• [Study material]:

☆ ☆ ☆

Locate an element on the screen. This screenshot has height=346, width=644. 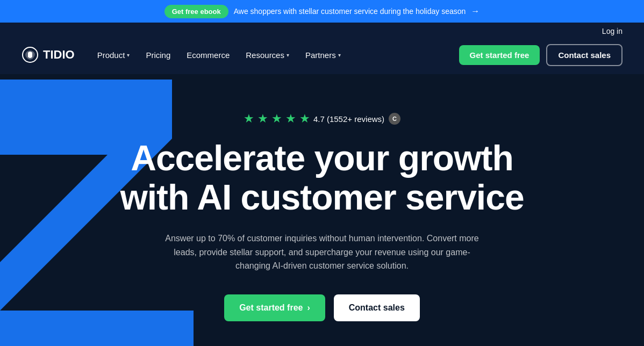
star-5: ★ is located at coordinates (305, 119).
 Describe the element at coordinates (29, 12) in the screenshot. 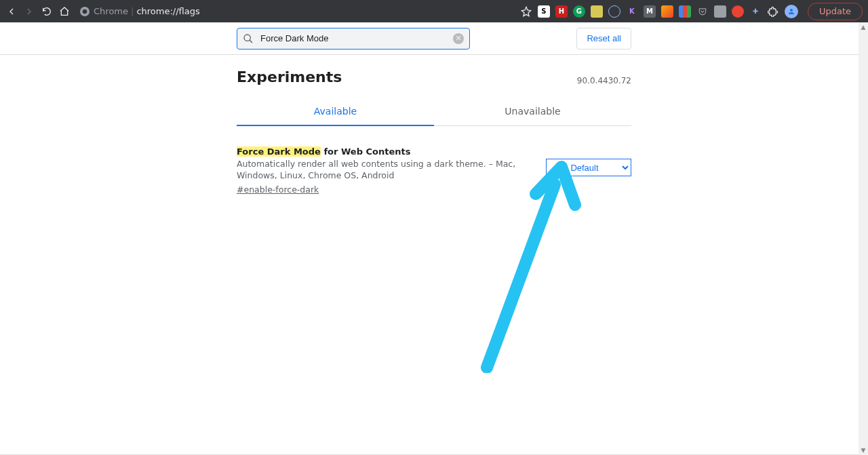

I see `forward-icon` at that location.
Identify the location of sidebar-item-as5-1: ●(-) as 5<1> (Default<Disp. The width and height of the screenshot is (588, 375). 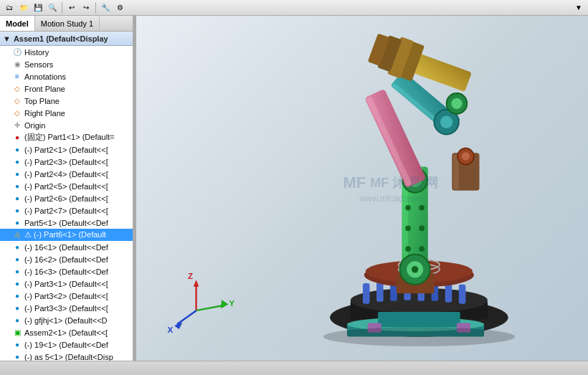
(66, 356).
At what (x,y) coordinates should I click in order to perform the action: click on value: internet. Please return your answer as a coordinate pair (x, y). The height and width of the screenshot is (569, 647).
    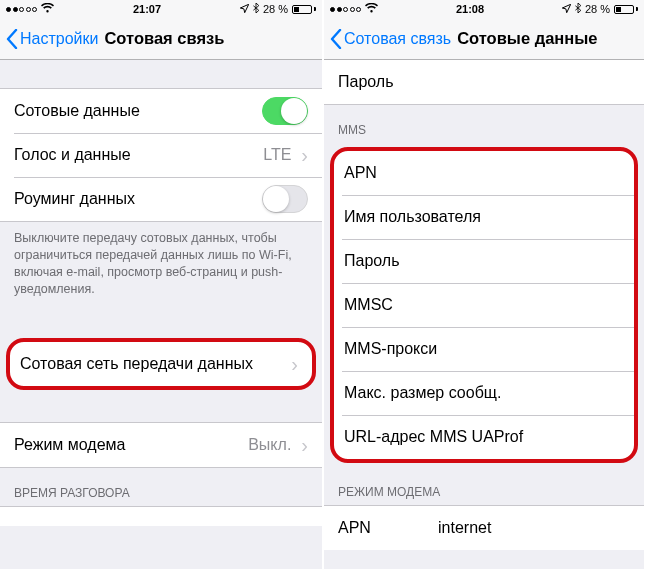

☆ ☆ ☆

• [Task statement]: Give back the listing unchanged. Strip out the pictures.

• [Result of the exercise]:
Locate an element on the screen. This screenshot has height=346, width=644. 
star-5: ★ is located at coordinates (305, 119).
 Describe the element at coordinates (29, 12) in the screenshot. 

I see `forward-icon` at that location.
Identify the location of sidebar-item-as5-1: ●(-) as 5<1> (Default<Disp. The width and height of the screenshot is (588, 375). 
(66, 356).
At what (x,y) coordinates should I click in order to perform the action: click on value: internet. Please return your answer as a coordinate pair (x, y). The height and width of the screenshot is (569, 647).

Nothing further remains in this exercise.